This Simple Riddle Breaks The Most Advanced AI Models
Beyond the Benchmarks A Real-World AI Test
In the race for AI dominance, companies love to boast about massive benchmarks and token counts. But for the average person, these numbers are meaningless. What truly matters is whether the AI can handle a real-world task. That's why I've developed my own test: a single, clever prompt designed to probe for genuine reasoning.
I don’t get swayed by a model trained on a trillion data points or one with an infinite context window. My only concern is its practical performance right now. For a long time, I had a reliable prompt that could stump any AI.
The Spatial Riddle That AI Finally Solved
A while back, I compiled a list of simple questions that ChatGPT couldn't handle. My favorite was a spatial reasoning riddle that any person could solve in a second:
"Alan, Bob, Colin, Dave, and Emily are standing in a circle. Alan is on Bob’s immediate left. Bob is on Colin’s immediate left. Colin is on Dave’s immediate left. Dave is on Emily’s immediate left. Who is on Alan’s immediate right?"
It’s a straightforward logic puzzle. If Alan is to Bob's left, then Bob must be on Alan's right. For the longest time, every major model, from ChatGPT to Gemini, failed this test.
However, when ChatGPT 5 was released, it finally got the correct answer. It's possible, as a reader once suggested, that by publishing these prompts, I inadvertently helped train the models to solve them. With my go-to test now obsolete, I needed to find a new one.
The Probability Puzzle That Still Stumps ChatGPT
Digging back into my old list, I found a probability puzzle that the latest models, including ChatGPT 5, still can't crack:
"You’re playing Russian roulette with a six-shooter revolver. Your opponent loads five bullets, spins the cylinder, and fires at himself. Click—empty. He offers you the choice: spin again before firing at you, or don’t. What do you choose?"
The correct choice is to spin again. Since one of the six chambers is known to be empty, not spinning means you face a 1 in 5 chance of landing on the single remaining empty chamber.

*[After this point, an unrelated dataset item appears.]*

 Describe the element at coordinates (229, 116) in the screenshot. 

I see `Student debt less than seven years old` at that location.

But wait, the opponent fired and it was empty. This means one of the five bullet chambers is next. Not spinning gives you a 0% chance of survival. Spinning resets the odds, giving you a 1 in 6 chance of survival.
ChatGPT 5 got it wrong. It advised not to spin, but then proceeded to write a detailed mathematical explanation that proved the exact opposite—that spinning was the better choice. The self-contradiction was stunning.

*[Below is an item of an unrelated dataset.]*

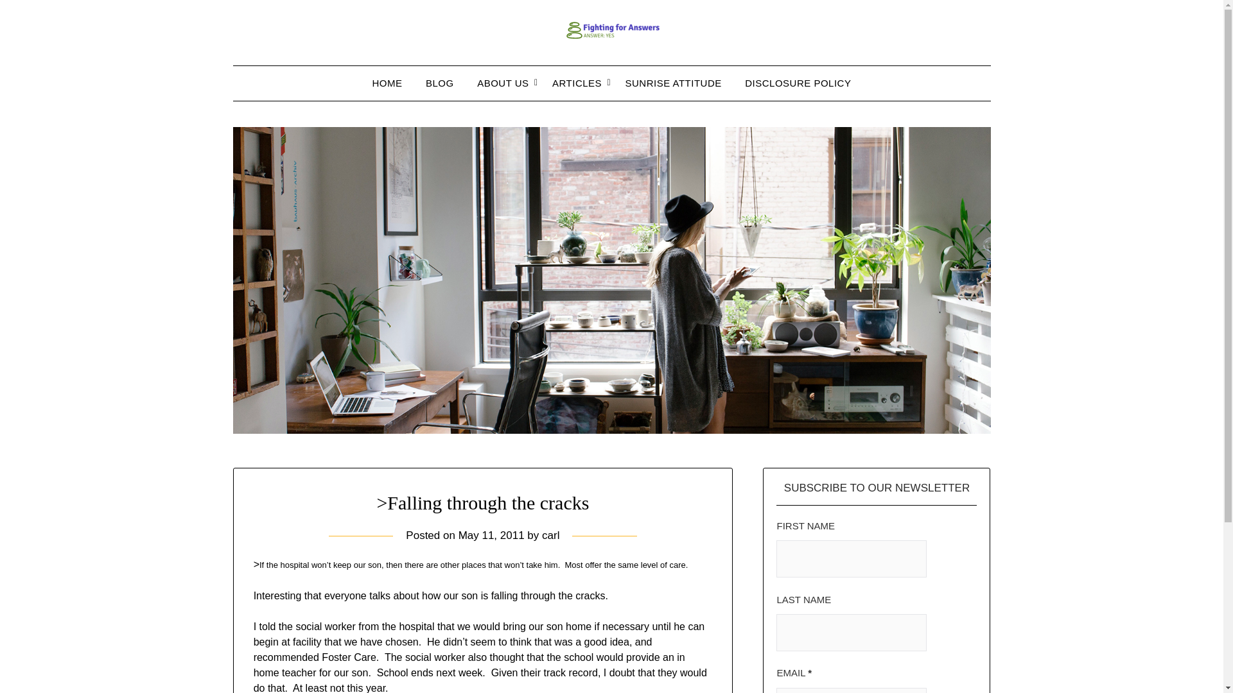 This screenshot has width=1233, height=693. What do you see at coordinates (797, 83) in the screenshot?
I see `DISCLOSURE POLICY` at bounding box center [797, 83].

Gemini 2.5 Flash made the same error, giving one answer and then using logic that supported the contrary conclusion. It's clear that both models decided on an answer first and only then attempted to justify it with math.
Why Top AI Models Contradict Themselves
When I asked ChatGPT 5 to identify the contradiction in its own response, it did so but bizarrely claimed I had been the one to answer incorrectly first. After I corrected it, the model gave a standard non-apology.
Pushed for an explanation, it suggested it likely pulled its initial wrong answer from a similar example in its training data before its internal reasoning process arrived at the correct math.
Gemini's excuse was more direct, simply admitting to a calculation error without mentioning any training bias.
A Surprising Success Story DeepSeek AI
Curious, I posed the same riddle to a different model: China’s DeepThink R1. It passed with flying colors. The model laid out its entire reasoning process first, even second-guessing itself mid-thought, before committing to the correct answer.
DeepSeek succeeded not because it's necessarily better at math, but because its process involves thinking first and answering second—the reverse of its more famous competitors.
The Illusion of AI Thought
This experiment is another powerful reminder that LLMs are not truly thinking. They are incredibly sophisticated systems that mimic human reasoning, a fact they will admit if asked directly. These simple tests are useful for grounding our expectations and remembering that chatbots are not infallible search engines. They reveal the fascinating, and sometimes flawed, inner workings of the AI shaping our world.